Sunday, August 9, 2009

Nazi Looted Art at Oberlin College and Other U.S. Museums: Prague Conference on Holocaust-Era Assets



In late June I was invited to speak on a panel of legal experts on artwork looted by the Nazis. My topic was legal obstacles to the recovery of stolen artworks.

The image you see here is of an artwork by the artist Egon Schiele called Girl with Black Hair. Every major Schiele expert in the world - Jane Kallir, Eberhard Kornfeld and Rudolph Leopold - has said that this artwork came from Fritz Grunbaum's collection. Yet Oberlin College refuses to return it - or even to share their research or conclusions about where they believe it came from. Oberlin's website shows that the work mysteriously surfaced in Switzerland in 1956 - and stops there.

U.S. museums and liberal arts institutions concealing the origins of their artworks is one of the biggest obstacles to researchers being able to restitute artworks to the Jews and other Nazi persecutees from whom they were stolen. As Holocaust victims and their descendants die, U.S. museums simply wait, knowing that they have stolen artworks in their collections. In his 2006 testimony to Congress, AAMD Director James Cuno estimated the number of potentially Nazi-looted works in U.S. museums at "tens of thousands".
It is astonishing that U.S. museums can engage in this Holocaust denial and feel no backlash. Shame on Oberlin College. Its Dean should be tossed out on his ear.
Amb. Stuart Eizenstat supports a U.S. Art Restitution Commission. Good for him, and not a moment too soon.
You can find my full speech in Prague at the link below.

http://artstolenfromfritzgrunbaum.wordpress.com/category/speech-at-holocaust-conference/live-recorded/
Disclosure: I represent the heirs of Fritz Grunbaum, a Jewish cabaret performer who was murdered by the Nazis at Auschwitz.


→ Directions:
What you return should be the entries, unchanged, without their pictures.

Dataset items:
== Segment start ==

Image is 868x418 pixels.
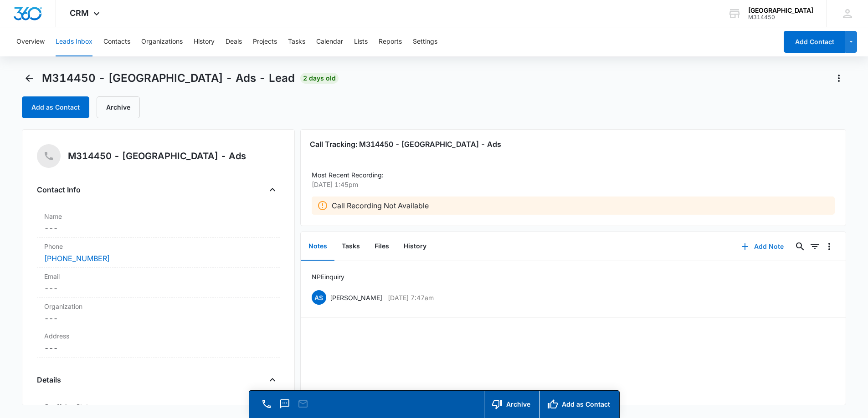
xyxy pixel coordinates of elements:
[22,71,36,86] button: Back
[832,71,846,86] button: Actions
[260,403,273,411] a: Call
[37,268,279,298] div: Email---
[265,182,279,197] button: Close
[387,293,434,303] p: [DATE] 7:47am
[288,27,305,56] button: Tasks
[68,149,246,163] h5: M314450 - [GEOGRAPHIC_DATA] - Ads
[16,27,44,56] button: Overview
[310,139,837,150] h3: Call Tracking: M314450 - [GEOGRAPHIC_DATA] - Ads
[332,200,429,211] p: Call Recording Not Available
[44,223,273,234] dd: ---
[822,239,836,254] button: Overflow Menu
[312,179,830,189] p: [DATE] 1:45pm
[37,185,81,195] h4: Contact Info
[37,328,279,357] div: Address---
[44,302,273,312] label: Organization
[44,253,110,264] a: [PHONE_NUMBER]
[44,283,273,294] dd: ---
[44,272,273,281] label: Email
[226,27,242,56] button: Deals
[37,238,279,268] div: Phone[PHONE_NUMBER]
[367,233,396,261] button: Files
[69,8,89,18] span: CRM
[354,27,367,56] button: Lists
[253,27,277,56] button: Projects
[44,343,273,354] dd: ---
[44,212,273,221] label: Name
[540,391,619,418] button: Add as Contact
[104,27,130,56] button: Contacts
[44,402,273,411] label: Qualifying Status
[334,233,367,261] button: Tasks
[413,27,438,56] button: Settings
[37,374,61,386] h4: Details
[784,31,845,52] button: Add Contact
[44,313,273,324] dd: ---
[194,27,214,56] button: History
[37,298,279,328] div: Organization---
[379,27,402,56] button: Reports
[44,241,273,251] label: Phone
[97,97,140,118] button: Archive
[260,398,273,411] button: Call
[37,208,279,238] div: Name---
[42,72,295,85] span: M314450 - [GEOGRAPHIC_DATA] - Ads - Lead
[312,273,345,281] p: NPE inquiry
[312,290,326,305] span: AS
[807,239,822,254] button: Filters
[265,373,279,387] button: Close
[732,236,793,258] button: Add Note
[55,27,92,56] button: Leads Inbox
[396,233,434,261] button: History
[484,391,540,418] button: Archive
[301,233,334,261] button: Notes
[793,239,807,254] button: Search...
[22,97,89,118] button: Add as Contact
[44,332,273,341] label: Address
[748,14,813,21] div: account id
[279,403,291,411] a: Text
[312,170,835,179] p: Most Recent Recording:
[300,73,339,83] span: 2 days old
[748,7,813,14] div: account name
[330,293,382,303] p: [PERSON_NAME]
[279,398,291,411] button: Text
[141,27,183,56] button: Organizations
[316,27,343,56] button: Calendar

== Segment end ==

→ Result of this exercise:
Image is 868x418 pixels.
xyxy pixel coordinates of elements:
[22,71,36,86] button: Back
[832,71,846,86] button: Actions
[260,403,273,411] a: Call
[37,268,279,298] div: Email---
[265,182,279,197] button: Close
[387,293,434,303] p: [DATE] 7:47am
[288,27,305,56] button: Tasks
[68,149,246,163] h5: M314450 - [GEOGRAPHIC_DATA] - Ads
[16,27,44,56] button: Overview
[310,139,837,150] h3: Call Tracking: M314450 - [GEOGRAPHIC_DATA] - Ads
[332,200,429,211] p: Call Recording Not Available
[44,223,273,234] dd: ---
[822,239,836,254] button: Overflow Menu
[312,179,830,189] p: [DATE] 1:45pm
[37,185,81,195] h4: Contact Info
[37,328,279,357] div: Address---
[44,302,273,312] label: Organization
[44,253,110,264] a: [PHONE_NUMBER]
[44,283,273,294] dd: ---
[44,272,273,281] label: Email
[226,27,242,56] button: Deals
[37,238,279,268] div: Phone[PHONE_NUMBER]
[367,233,396,261] button: Files
[69,8,89,18] span: CRM
[354,27,367,56] button: Lists
[253,27,277,56] button: Projects
[44,343,273,354] dd: ---
[44,212,273,221] label: Name
[540,391,619,418] button: Add as Contact
[104,27,130,56] button: Contacts
[44,402,273,411] label: Qualifying Status
[334,233,367,261] button: Tasks
[413,27,438,56] button: Settings
[37,374,61,386] h4: Details
[784,31,845,52] button: Add Contact
[44,313,273,324] dd: ---
[194,27,214,56] button: History
[37,298,279,328] div: Organization---
[379,27,402,56] button: Reports
[44,241,273,251] label: Phone
[97,97,140,118] button: Archive
[260,398,273,411] button: Call
[37,208,279,238] div: Name---
[42,72,295,85] span: M314450 - [GEOGRAPHIC_DATA] - Ads - Lead
[312,273,345,281] p: NPE inquiry
[312,290,326,305] span: AS
[807,239,822,254] button: Filters
[265,373,279,387] button: Close
[732,236,793,258] button: Add Note
[55,27,92,56] button: Leads Inbox
[396,233,434,261] button: History
[484,391,540,418] button: Archive
[301,233,334,261] button: Notes
[793,239,807,254] button: Search...
[22,97,89,118] button: Add as Contact
[44,332,273,341] label: Address
[748,14,813,21] div: account id
[279,403,291,411] a: Text
[312,170,835,179] p: Most Recent Recording:
[300,73,339,83] span: 2 days old
[748,7,813,14] div: account name
[330,293,382,303] p: [PERSON_NAME]
[279,398,291,411] button: Text
[141,27,183,56] button: Organizations
[316,27,343,56] button: Calendar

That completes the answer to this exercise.